REUTERS/Michael Dawson, University of California, Merced/Handout
That's because jellyfish are remarkably resilient - they are efficient breeders, "voracious feeders," and require very little oxygen to survive, reports Tim Flannery in The New York Review of Books.
It's no wonder these floating creatures have been around for more than 500 million years. Jellyfish are freaks of nature - they can thrive in ocean conditions that kill most other fish and sea
Plastic bags and oil platforms aren't a problem - jellyfish think these unnatural surfaces make great breeding grounds. Oxygen-depleted areas of the ocean, known as "dead zones," also don't seem to be a hazard to jellyfish.
In turn, a lack of natural predators has led to an upswing in jellyfish populations.
While "fish and prawn numbers plummeted," in the wake of Hurricane Katrina and the Deepwater Horizon oil spill, the Australian spotted jellyfish, which showed up in the Gulf of Mexico in 2000, strengthened in numbers, according to Flannery.
"As survivors of an earlier, less hospitable world, they can flourish where few other species can venture," he writes. "Their low metabolic rate, and thus low oxygen requirement, allows them to thrive in waters that would suffocate other marine creatures. Some jellyfish can even absorb oxygen into their bells, allowing them to "dive" into oxygen-less waters like a diver with scuba gear and forage there for up to two hours."
There is still some debate as to whether jellyfish may soon dominate the seas. The perception that jellyfish are becoming more common is based on "media fascination" and a lack information about their numbers in the past, according to a study published in the journal BioScience in February 2012.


§ **WHAT THIS TASK INVOLVES**
Please reproduce the records below exactly, omitting any pictures they contain.

§ **Figure content listings**
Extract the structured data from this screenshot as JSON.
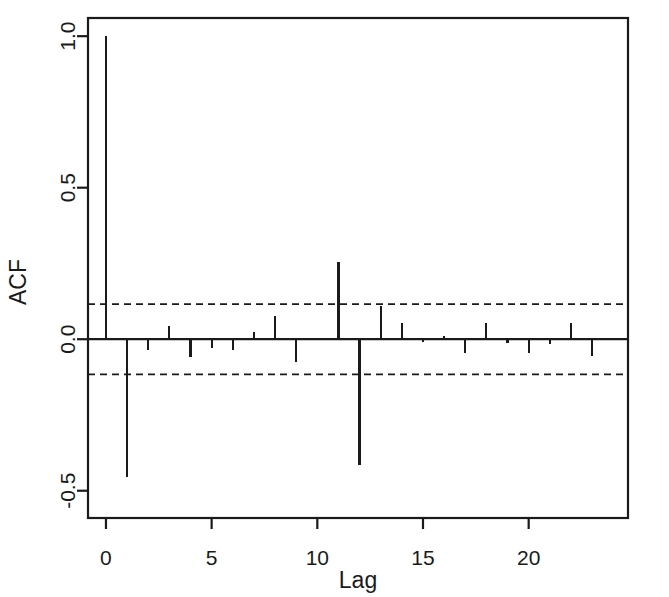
{
  "chart_data": {
    "type": "bar",
    "title": "",
    "subtitle": "",
    "xlabel": "Lag",
    "ylabel": "ACF",
    "x": [
      0,
      1,
      2,
      3,
      4,
      5,
      6,
      7,
      8,
      9,
      10,
      11,
      12,
      13,
      14,
      15,
      16,
      17,
      18,
      19,
      20,
      21,
      22,
      23
    ],
    "categories": [
      "0",
      "1",
      "2",
      "3",
      "4",
      "5",
      "6",
      "7",
      "8",
      "9",
      "10",
      "11",
      "12",
      "13",
      "14",
      "15",
      "16",
      "17",
      "18",
      "19",
      "20",
      "21",
      "22",
      "23"
    ],
    "values": [
      1.0,
      -0.455,
      -0.035,
      0.045,
      -0.06,
      -0.03,
      -0.035,
      0.025,
      0.075,
      -0.075,
      0.0,
      0.256,
      -0.415,
      0.11,
      0.055,
      -0.01,
      0.012,
      -0.045,
      0.055,
      -0.012,
      -0.045,
      -0.015,
      0.055,
      -0.055
    ],
    "series": [
      {
        "name": "ACF",
        "values": [
          1.0,
          -0.455,
          -0.035,
          0.045,
          -0.06,
          -0.03,
          -0.035,
          0.025,
          0.075,
          -0.075,
          0.0,
          0.256,
          -0.415,
          0.11,
          0.055,
          -0.01,
          0.012,
          -0.045,
          0.055,
          -0.012,
          -0.045,
          -0.015,
          0.055,
          -0.055
        ]
      }
    ],
    "xlim": [
      -0.85,
      24.7
    ],
    "ylim": [
      -0.59,
      1.06
    ],
    "xticks": [
      0,
      5,
      10,
      15,
      20
    ],
    "xtick_labels": [
      "0",
      "5",
      "10",
      "15",
      "20"
    ],
    "yticks": [
      -0.5,
      0.0,
      0.5,
      1.0
    ],
    "ytick_labels": [
      "-0.5",
      "0.0",
      "0.5",
      "1.0"
    ],
    "grid": false,
    "legend": false,
    "legend_position": "none",
    "annotations": [
      {
        "name": "upper-confidence-band",
        "type": "hline",
        "value": 0.116,
        "style": "dashed"
      },
      {
        "name": "lower-confidence-band",
        "type": "hline",
        "value": -0.116,
        "style": "dashed"
      },
      {
        "name": "zero-baseline",
        "type": "hline",
        "value": 0.0,
        "style": "solid"
      }
    ],
    "colors": {
      "axis": "#1a1a1a",
      "bars": "#1a1a1a",
      "confidence": "#1a1a1a",
      "background": "#ffffff"
    }
  }
}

§ **RESPONSE TO THE EXERCISE**
Extract the structured data from this screenshot as JSON.
{
  "chart_data": {
    "type": "bar",
    "title": "",
    "subtitle": "",
    "xlabel": "Lag",
    "ylabel": "ACF",
    "x": [
      0,
      1,
      2,
      3,
      4,
      5,
      6,
      7,
      8,
      9,
      10,
      11,
      12,
      13,
      14,
      15,
      16,
      17,
      18,
      19,
      20,
      21,
      22,
      23
    ],
    "categories": [
      "0",
      "1",
      "2",
      "3",
      "4",
      "5",
      "6",
      "7",
      "8",
      "9",
      "10",
      "11",
      "12",
      "13",
      "14",
      "15",
      "16",
      "17",
      "18",
      "19",
      "20",
      "21",
      "22",
      "23"
    ],
    "values": [
      1.0,
      -0.455,
      -0.035,
      0.045,
      -0.06,
      -0.03,
      -0.035,
      0.025,
      0.075,
      -0.075,
      0.0,
      0.256,
      -0.415,
      0.11,
      0.055,
      -0.01,
      0.012,
      -0.045,
      0.055,
      -0.012,
      -0.045,
      -0.015,
      0.055,
      -0.055
    ],
    "series": [
      {
        "name": "ACF",
        "values": [
          1.0,
          -0.455,
          -0.035,
          0.045,
          -0.06,
          -0.03,
          -0.035,
          0.025,
          0.075,
          -0.075,
          0.0,
          0.256,
          -0.415,
          0.11,
          0.055,
          -0.01,
          0.012,
          -0.045,
          0.055,
          -0.012,
          -0.045,
          -0.015,
          0.055,
          -0.055
        ]
      }
    ],
    "xlim": [
      -0.85,
      24.7
    ],
    "ylim": [
      -0.59,
      1.06
    ],
    "xticks": [
      0,
      5,
      10,
      15,
      20
    ],
    "xtick_labels": [
      "0",
      "5",
      "10",
      "15",
      "20"
    ],
    "yticks": [
      -0.5,
      0.0,
      0.5,
      1.0
    ],
    "ytick_labels": [
      "-0.5",
      "0.0",
      "0.5",
      "1.0"
    ],
    "grid": false,
    "legend": false,
    "legend_position": "none",
    "annotations": [
      {
        "name": "upper-confidence-band",
        "type": "hline",
        "value": 0.116,
        "style": "dashed"
      },
      {
        "name": "lower-confidence-band",
        "type": "hline",
        "value": -0.116,
        "style": "dashed"
      },
      {
        "name": "zero-baseline",
        "type": "hline",
        "value": 0.0,
        "style": "solid"
      }
    ],
    "colors": {
      "axis": "#1a1a1a",
      "bars": "#1a1a1a",
      "confidence": "#1a1a1a",
      "background": "#ffffff"
    }
  }
}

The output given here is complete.